Tactile and visual perception are both crucial for humans to perform fine-grained interactions with their environment. Developing similar multi-modal sensing capabilities for robots can significantly enhance and expand their manipulation skills. This paper introduces \textbf{3D-ViTac}, a multi-modal sensing and learning system designed for dexterous bimanual manipulation. Our system features tactile sensors equipped with dense sensing units, each covering an area of 3. These sensors are low-cost and flexible, providing detailed and extensive coverage of physical contacts, effectively complementing visual information. To integrate tactile and visual data, we fuse them into a unified 3D representation space that preserves their 3D structures and spatial relationships. The multi-modal representation can then be coupled with diffusion policies for imitation learning. Through concrete hardware experiments, we demonstrate that even low-cost robots can perform precise manipulations and significantly outperform vision-only policies, particularly in safe interactions with fragile items and executing long-horizon tasks involving in-hand manipulation.

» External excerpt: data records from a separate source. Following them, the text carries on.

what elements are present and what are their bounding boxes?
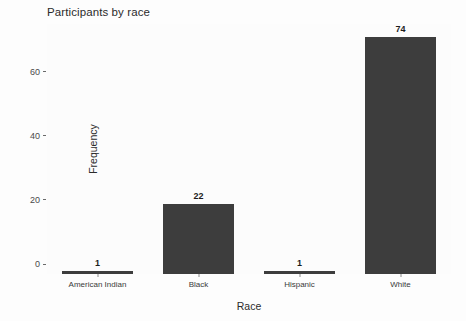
y-axis-tick-label: 0 bbox=[35, 259, 43, 269]
y-axis-tick: 20 bbox=[30, 195, 47, 205]
bar bbox=[163, 204, 234, 275]
y-axis-tick-mark bbox=[43, 135, 46, 136]
x-axis-tick-mark bbox=[299, 274, 300, 277]
bar-value-label: 74 bbox=[395, 24, 405, 34]
x-axis-tick-mark bbox=[97, 274, 98, 277]
x-axis-tick-label: Black bbox=[189, 280, 209, 289]
y-axis-tick-label: 40 bbox=[30, 131, 43, 141]
x-axis-tick-label: White bbox=[390, 280, 410, 289]
plot-panel: Frequency 02040601American Indian22Black… bbox=[47, 24, 451, 274]
y-axis-tick-label: 60 bbox=[30, 67, 43, 77]
y-axis-tick-mark bbox=[43, 71, 46, 72]
y-axis-tick-mark bbox=[43, 264, 46, 265]
y-axis-title: Frequency bbox=[87, 89, 99, 209]
bar-value-label: 22 bbox=[193, 191, 203, 201]
x-axis-title: Race bbox=[47, 300, 451, 312]
bar bbox=[365, 37, 436, 274]
y-axis-tick: 40 bbox=[30, 131, 47, 141]
y-axis-tick-label: 20 bbox=[30, 195, 43, 205]
y-axis-tick: 60 bbox=[30, 67, 47, 77]
bar-value-label: 1 bbox=[95, 258, 100, 268]
y-axis-tick: 0 bbox=[35, 259, 47, 269]
x-axis-tick-label: American Indian bbox=[69, 280, 127, 289]
y-axis-tick-mark bbox=[43, 199, 46, 200]
chart-title: Participants by race bbox=[47, 6, 150, 18]
bar-value-label: 1 bbox=[297, 258, 302, 268]
chart-figure: Participants by race Frequency 02040601A… bbox=[0, 0, 466, 321]
x-axis-tick-mark bbox=[198, 274, 199, 277]
x-axis-tick-label: Hispanic bbox=[284, 280, 315, 289]
x-axis-tick-mark bbox=[400, 274, 401, 277]
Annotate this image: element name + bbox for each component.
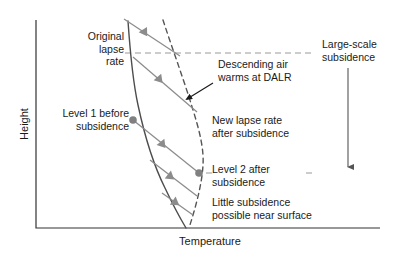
y-axis-title: Height	[18, 94, 30, 154]
x-axis-title: Temperature	[160, 235, 260, 247]
label-original-lapse-rate: Original lapse rate	[58, 30, 124, 68]
subsidence-inversion-diagram: Original lapse rate Descending air warms…	[0, 0, 402, 258]
transfer-line-2	[133, 57, 197, 112]
triangle-marker-5	[170, 197, 182, 210]
label-new-lapse-rate: New lapse rate after subsidence	[212, 114, 316, 139]
level-2-marker	[195, 169, 203, 177]
parcel-direction-markers	[139, 27, 183, 209]
transfer-line-1	[124, 19, 180, 56]
label-descending-air: Descending air warms at DALR	[218, 58, 318, 83]
descending-air-pointer-arrow	[187, 83, 213, 99]
triangle-marker-1	[139, 27, 152, 39]
original-lapse-rate-curve	[128, 21, 186, 228]
label-level-1-before-subsidence: Level 1 before subsidence	[41, 107, 129, 132]
label-little-subsidence: Little subsidence possible near surface	[212, 196, 342, 221]
level-1-marker	[129, 116, 137, 124]
label-level-2-after-subsidence: Level 2 after subsidence	[212, 163, 304, 188]
label-large-scale-subsidence: Large-scale subsidence	[322, 38, 400, 63]
transfer-line-3	[133, 120, 199, 173]
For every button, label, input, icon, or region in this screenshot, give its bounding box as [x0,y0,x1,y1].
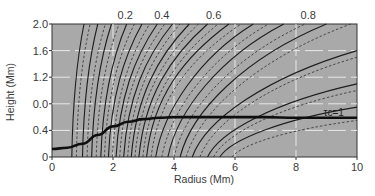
x-tick-label: 4 [171,161,177,173]
x-tick-label: 10 [351,161,363,173]
y-tick-label: 0 [42,151,48,163]
y-tick-label: 1.2 [33,71,48,83]
x-axis-ticks: 0246810 [49,157,363,173]
top-axis-label: 0.2 [118,9,133,21]
top-axis-label: 0.6 [206,9,221,21]
top-axis-labels: 0.20.40.60.8 [118,9,316,21]
y-tick-label: 0.4 [33,124,48,136]
x-axis-title: Radius (Mm) [174,173,234,185]
y-axis-ticks: 00.40.01.21.62.0 [33,18,52,163]
y-tick-label: 2.0 [33,18,48,30]
x-tick-label: 0 [49,161,55,173]
top-axis-label: 0.8 [301,9,316,21]
x-tick-label: 8 [293,161,299,173]
x-tick-label: 2 [110,161,116,173]
tau-annotation: τc=1 [323,107,344,118]
y-tick-label: 1.6 [33,45,48,57]
top-axis-label: 0.4 [154,9,169,21]
flux-tube-chart: 0246810 00.40.01.21.62.0 0.20.40.60.8 τc… [0,0,375,196]
y-axis-title: Height (Mm) [4,63,16,121]
x-tick-label: 6 [232,161,238,173]
y-tick-label: 0.0 [33,98,48,110]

Our project page is available at \url{https://binghao-huang.github.io/3D-ViTac/}.

Paper Structure

This paper contains 31 sections, 2 equations, 14 figures, 5 tables.

Figures (14)

  • Figure 1: We propose 3D-ViTac, a multi-modal sensing and learning system for dexterous bimanual manipulation. This system features flexible, scalable, low-cost tactile sensors, each finger equipped with a $16\times16$ sensor array. To demonstrate the capabilities of our system in performing precise manipulations, we showcase four tasks that utilize the force-related and in-hand position information provided by the tactile sensors.
  • Figure 2: Our Tactile Sensing Platform.Part (a) shows our bimanual tactile integrated system setup. We deploy four tactile sensor pads (two for each hand) on the soft grippers. The tactile readings are displayed on the back screen. Part (b) describes the design of our tactile-integrated soft gripper. Each sensor comprises 256 sensing units, with their locations on the gripper shown in (ii). We have also designed a readout board to collect tactile signals and forward them to the host computer. Part (c) shows the physical characteristics and sensing consistency of our tactile sensors (details in Sec. \ref{['sec:exp']}).
  • Figure 3: Visuo-Tactile Policy.Part (a) shows the real-world setup and the manipulated objects. Part (b) illustrates the processing of visual data (upper block) and tactile data (bottom block), followed by their integration within the same 3D coordinates. From the visualization of the tactile signals, depending on the relative movements of the two grippers, the force patterns on the two fingers of the same gripper can differ even when grasping a symmetric part of the tool. Such nuanced information is particularly important for in-hand object manipulation. Part (c) outlines our decision-making process, where our network takes the integrated 3D visuo-tactile representations as input and outputs the predicted action sequence.
  • Figure 4: Policy Rollout. We evaluate our visuo-tactile policy across four long-horizon, precise manipulation tasks. Detailed descriptions and metrics for these tasks can be found in Sec. \ref{['sec: exp setup']}. The first two rows emphasize tasks that require fine-grained force information, while the last two rows focus on tasks that require in-hand object state information. Please check videos on our https://binghao-huang.github.io/3D-ViTac/ for more details.
  • Figure 5: Tactile Feedback Improves the Demonstration Data Quality. Users new to the system perform better with both visual and tactile feedback than with vision alone.